Hosts: Neil & Chris
Duration: ~78 minutes
Release: Not scheduled
Neil and Chris turn their attention to one of 1992's most unlikely success stories, Ugly Kid Joe's debut album America's Least Wanted. Born from a week spent with REM's more cerebral output, Neil found himself craving something crunchier, riffier, and a whole lot less earnest. One morning listen later and a long-forgotten favourite came roaring back. What struck him wasn't just how good the record still sounds, but how genuinely baffling it is that it ever worked at all.
The band didn't fit the grunge scene, didn't fit thrash, didn't fit hair metal, and actively mocked the genre they were closest to. And yet 2.4 million copies worldwide suggests the world was more than happy to receive them. This episode digs into why, tracing the band's origins as a throwaway joke name, their rocket ride from a debut EP to major label success, and the frustrating inability to repeat the trick on anything that followed.

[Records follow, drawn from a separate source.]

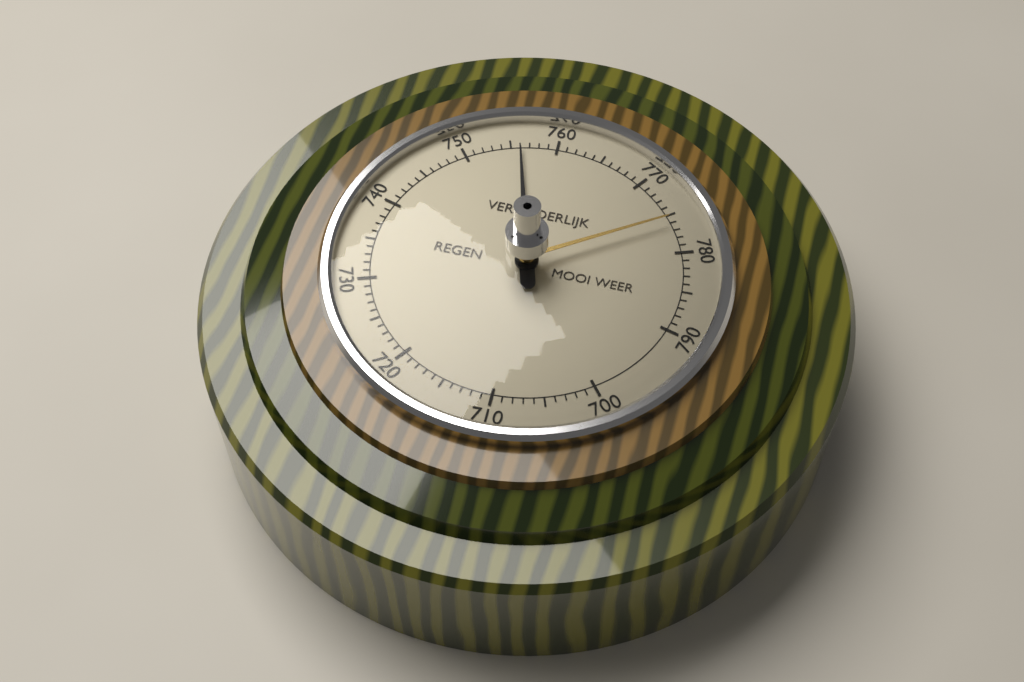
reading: 756 (no unit)
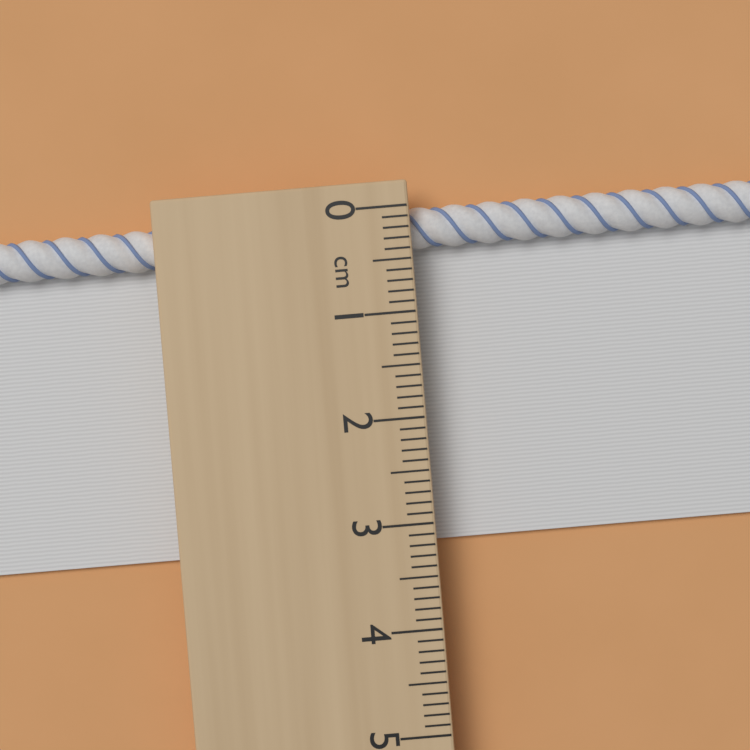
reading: 3.2 cm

The hosts give particular love to Panhandling Prince, singling out its funky undertow, phenomenal bass lines, and the squealing guitar solo that closes it out as evidence the album rewards deeper listening beyond the hits. The emotional weight of Cats in the Cradle gets a proper airing too, with Neil reflecting on how a song about fathers, sons, and missed time has a habit of making you want to put the phone down and go be present. Neighbour and Mr. Record Man round out the discussion, the latter read as a barely veiled attack on the industry written before things with Mercury Records went sideways.
America's Least Wanted is a better album than most people remember, and a stranger commercial success than almost anyone gives it credit for. Neil and Chris make a convincing case that its longevity comes not from fitting a moment but from refusing to. The attitude carried it somewhere the genre labels couldn't.